The Taxonomy of Shiny Hosting Options

Peter Solymos
Peter Solymos
The Taxonomy of Shiny Hosting Options
Photo by Max van den Oetelaar / Unsplash

Combine the 4 hosting patterns with 3 deployment modes and there you have the 8 ways for hosting Shiny apps.

This post takes a look at the taxonomy of Shiny hosting options. There are 8 broad ways how you can host your Shiny app. On one hand, we can group the 8 options based on what middlewares are used between the Shiny app and the operating system – we call these hosting patterns. You can combine these patterns with different deployment options.

The classification laid out here focuses on the DevOps aspects. You will see the characteristics of the hosting options that are a direct consequence of the hosting and deployment modes.

Hosting patterns

There are four types of hosting patterns for Shiny apps depending on what the user who is managing the applications is expected to do:

  1. Local Shiny: the user is not expected to deal with any middlewares
  2. Shiny Server: user manages Shiny Server that acts as a middleware
  3. Dockerized Shiny: user manages Docker images and containers and Docker acts as the middleware
  4. Dockerized Shiny Server: user manages both Docker and Shiny Server that both act as middlewares

A previous review about these Shiny hosting patterns compared licensing, dependencies, concurrency, and restart policies.

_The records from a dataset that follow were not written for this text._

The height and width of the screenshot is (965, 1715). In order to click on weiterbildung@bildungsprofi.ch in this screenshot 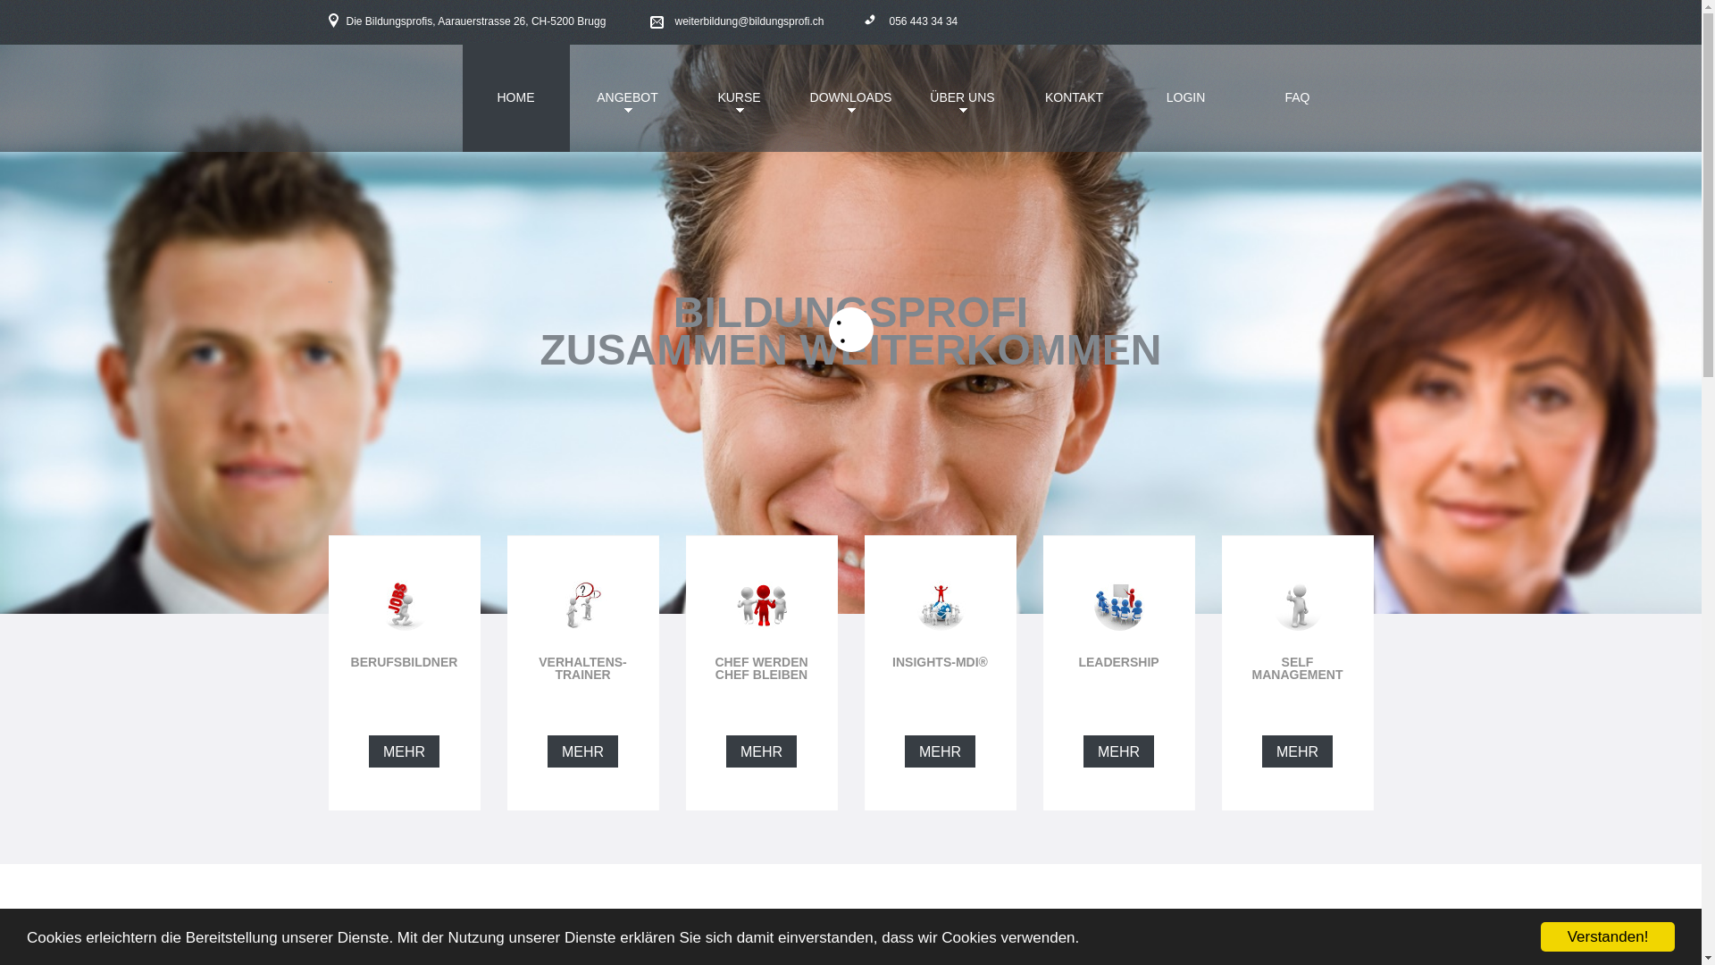, I will do `click(738, 21)`.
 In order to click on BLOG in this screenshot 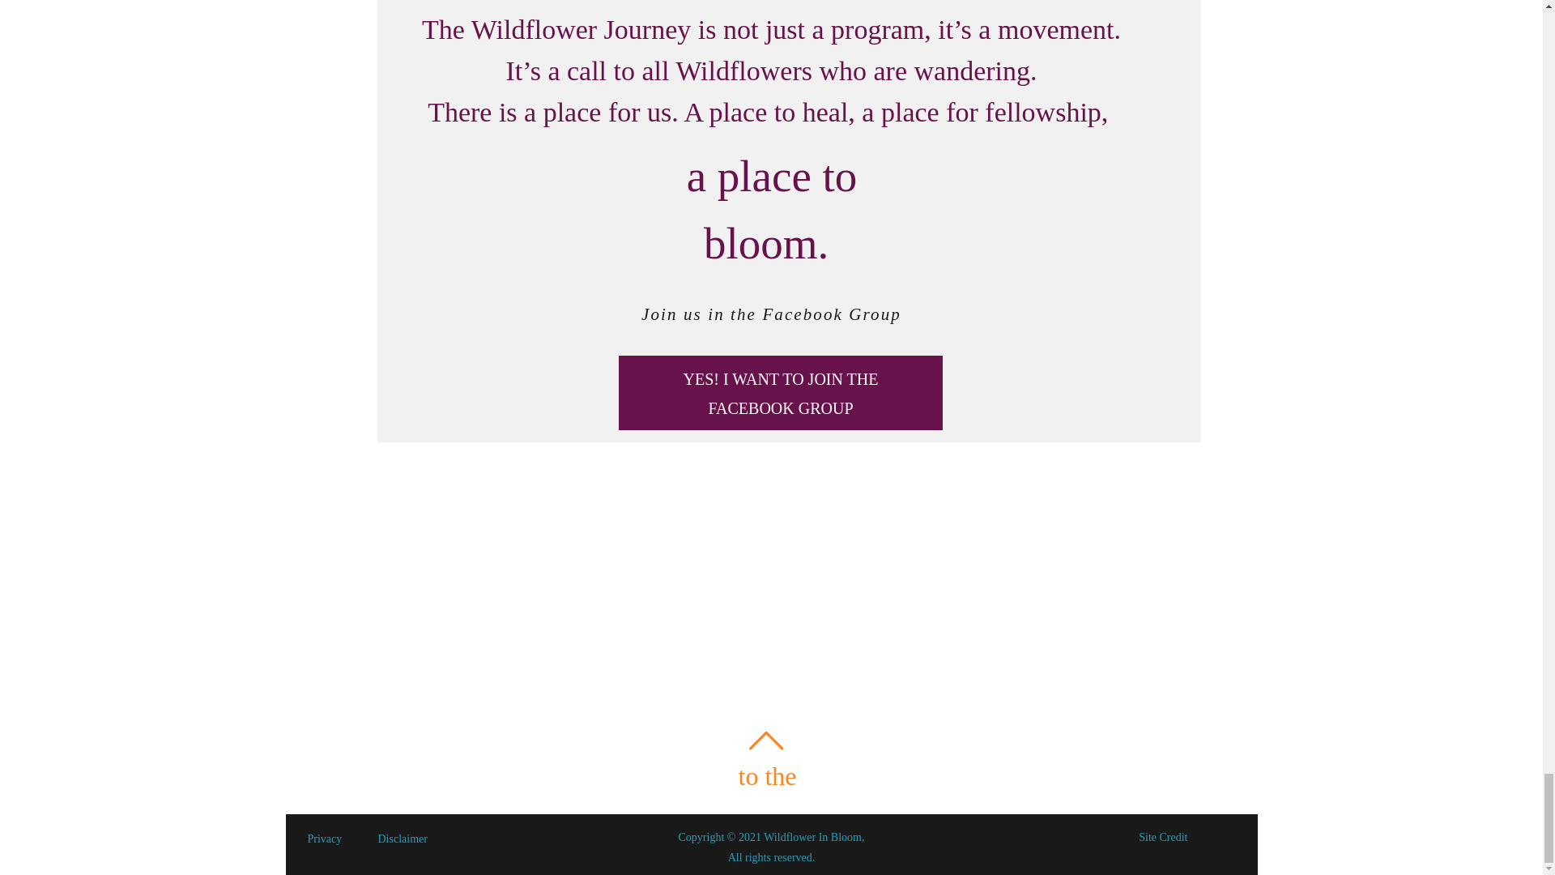, I will do `click(1150, 735)`.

Hosting Patterns for Shiny Apps
There are four types of hosting patterns for Shiny apps: local, dockerized, Shiny Server, and Shiny Server inside Docker. Here is what you need to know if you want to self-host Shiny apps.

Deployment modes

You can find 3 main deployment modes for Shiny apps:

  1. Push-button publishing: the easiest deployment option straight from the RStudio integrated development environment (IDE)
  2. File transfer based publishing: when the user deploys scripts for the Shiny app via file transfer, e.g. SFTP, SCP, or even git
  3. Docker push/pull: locally built Docker images are pushed to the Docker registry, images are pulled from the registry to the server

All 3 deployment modes can be executed in a continuous integration and delivery (CICD) setting. We do not consider CICD to be a separate mode, but rather a practice that involves automation and testing when bridging the development and operations sides of DevOps.

Hosting options

The following visual summarizes how the hosting patterns and deployment modes relate to the 8 hosting options. Some of the most important characteristics are also noted, such as if there is a free tier available, licensing and server hosting costs, and whether it is possible to host apps other than Shiny.